Global perspective Human stories

Ahead of high-level meeting, UN officials spotlight migrants’ contribution to societies

Malawian migrants fleeing attacks in Tanzania are stranded in the northern city of Mzuzu without funds to continue their journeys home.
IRIN/Sanje Msiska
Malawian migrants fleeing attacks in Tanzania are stranded in the northern city of Mzuzu without funds to continue their journeys home.

Ahead of high-level meeting, UN officials spotlight migrants’ contribution to societies

United Nations officials today highlighted the plight of international migrants, stressing that countries should increase efforts to protect their rights while finding ways to integrate their contributions to society into the post-2015 development agenda.

“Evidence clearly shows that migration contributes significantly to development,” the Deputy Secretary-General, Jan Eliasson, told reporters at a press conference on the eve of the General Assembly’s High-level Dialogue on International Migration and Development.

“Migrant and diaspora communities can bring about innovation, trade and investment. Migrants contribute to economic development as entrepreneurs by creating business start-ups and employment,” he said.

According to UN figures, migration continues to increase in size and scope. In 2000, there were 175 million international migrants compared to some 232 million in 2013. Half of them are women. The impact of remittance flows is also significant having reached $401 billion last year – nearly four times the $126 billion in official development assistance (ODA).

“These remittances improve the access to [among others] health and education of migrant families. Thus they contribute directly to the achieving of the Millennium Development Goals,” Mr. Eliasson said.

“At the heart of migration are human beings who move,” he added, reminding Member States of the need to protect their rights. “The term ‘migrants’ describes what they do but let us remember who they are: human beings with human rights.”

Mr. Eliasson also outlined Secretary-General Ban Ki-moon’s report for the High-level Dialogue, which includes eight key recommendations for UN Member States to consider, including protecting migrant rights by implementing relevant conventions and creating greater opportunities for legal migration.

The report suggests that Member States should take collaborative action to reduce the costs of migration, such as lowering the transfer costs of remittances and fees paid to recruiters, especially by low-skilled workers.

The Special Representative of the Secretary-General on International Migration and Development, Peter Sutherland, pointed out that Member States are recognizing more and more the importance of international migration, but he expressed concern over the anti-migrant sentiment in many developed countries.

“Migration is a toxic subject and some of the liberal societies who were supportive in the early days of this issue have, as a result of electoral change […] become negative about migration,” he said, expressing his hope that tomorrow’s High-Level Dialogue will produce an agenda for action.

The Special Rapporteur of the Informal Interactive Hearings of Civil Society, Cathi Tactaquin, said she hoped the Dialogue will be a crossroads between “simply talking and action.” She also expressed her support for Mr. Ban’s report and reiterated civil society’s readiness to engage with the UN on this issue.

Also today, a UN Committee appealed to all countries to join a treaty that protects the rights of migrant workers, who are often the victims of exploitation and abuse.

“The International Convention on the Rights of Migrant Workers and their Families (ICRMW) is one of the core international human rights treaties,” said Chairperson Abdelhamid El Jamri on behalf of the Committee on the Rights of Migrant Workers.

“Ratifying this treaty does not commit States to giving migrant workers special treatment. It does not create new rights nor establish additional rights specifically for migrant workers. What it does do is give specific form to standards that protect all human beings so they are meaningful within the context of migration.”

The Convention, in force for a decade, has been ratified by 47 States. However, no major destination countries, among them the United States, member States of the European Union and Gulf countries, have ratified it, even though it reflects the rights set out in other core human rights treaties to which many States are already party.

“Migrants are not commodities. They not only contribute to the economic development of their own country and their host country, but keep host countries demographically young, enrich their cultures and add to their productive capacities,” Mr. El Jamri said. “But in order for migrants to be able to make this contribution, their human rights must be protected and respected.”

The Committee, composed of 14 independent human rights experts, oversees implementation of the Convention by States parties. Many of the States parties are not only nations of origin but now also transit and destination countries given the changing patterns of migration.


- _Task instructions_
Your reply should hold only the lines from the records below where "labels" occurs.

- _Given entries_
------------
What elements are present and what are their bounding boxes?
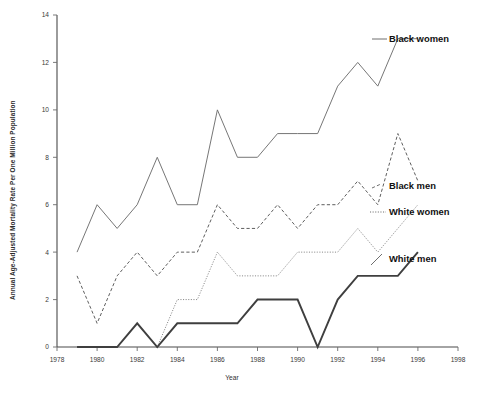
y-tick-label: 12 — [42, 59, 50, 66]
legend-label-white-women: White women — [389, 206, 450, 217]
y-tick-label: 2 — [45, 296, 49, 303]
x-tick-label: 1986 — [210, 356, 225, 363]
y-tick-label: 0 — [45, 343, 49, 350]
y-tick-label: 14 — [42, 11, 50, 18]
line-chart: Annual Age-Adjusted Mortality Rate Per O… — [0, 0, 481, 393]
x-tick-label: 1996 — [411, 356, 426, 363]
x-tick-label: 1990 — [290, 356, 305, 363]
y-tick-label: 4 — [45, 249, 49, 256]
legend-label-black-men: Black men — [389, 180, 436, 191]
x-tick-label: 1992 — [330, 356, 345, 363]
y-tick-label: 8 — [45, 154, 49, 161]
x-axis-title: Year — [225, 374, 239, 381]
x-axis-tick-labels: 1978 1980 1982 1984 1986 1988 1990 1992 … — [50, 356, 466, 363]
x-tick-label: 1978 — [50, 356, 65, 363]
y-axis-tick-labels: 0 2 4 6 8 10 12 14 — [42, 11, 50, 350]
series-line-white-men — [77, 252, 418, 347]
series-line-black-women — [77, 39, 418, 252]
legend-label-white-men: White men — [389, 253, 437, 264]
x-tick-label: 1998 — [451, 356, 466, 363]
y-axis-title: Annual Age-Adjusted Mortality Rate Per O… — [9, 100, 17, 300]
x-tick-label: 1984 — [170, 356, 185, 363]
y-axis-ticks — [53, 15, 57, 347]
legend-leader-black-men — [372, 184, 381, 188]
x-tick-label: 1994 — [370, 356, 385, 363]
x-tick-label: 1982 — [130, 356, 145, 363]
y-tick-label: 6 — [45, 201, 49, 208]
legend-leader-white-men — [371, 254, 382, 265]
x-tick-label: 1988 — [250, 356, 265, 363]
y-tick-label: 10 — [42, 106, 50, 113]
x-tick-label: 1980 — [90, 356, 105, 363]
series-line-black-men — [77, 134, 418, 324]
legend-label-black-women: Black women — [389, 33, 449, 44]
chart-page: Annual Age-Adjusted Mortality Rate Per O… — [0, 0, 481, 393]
------------
- _Output_
x-axis-tick-labels: 1978 1980 1982 1984 1986 1988 1990 1992 … — [50, 356, 466, 363]
y-axis-tick-labels: 0 2 4 6 8 10 12 14 — [42, 11, 50, 350]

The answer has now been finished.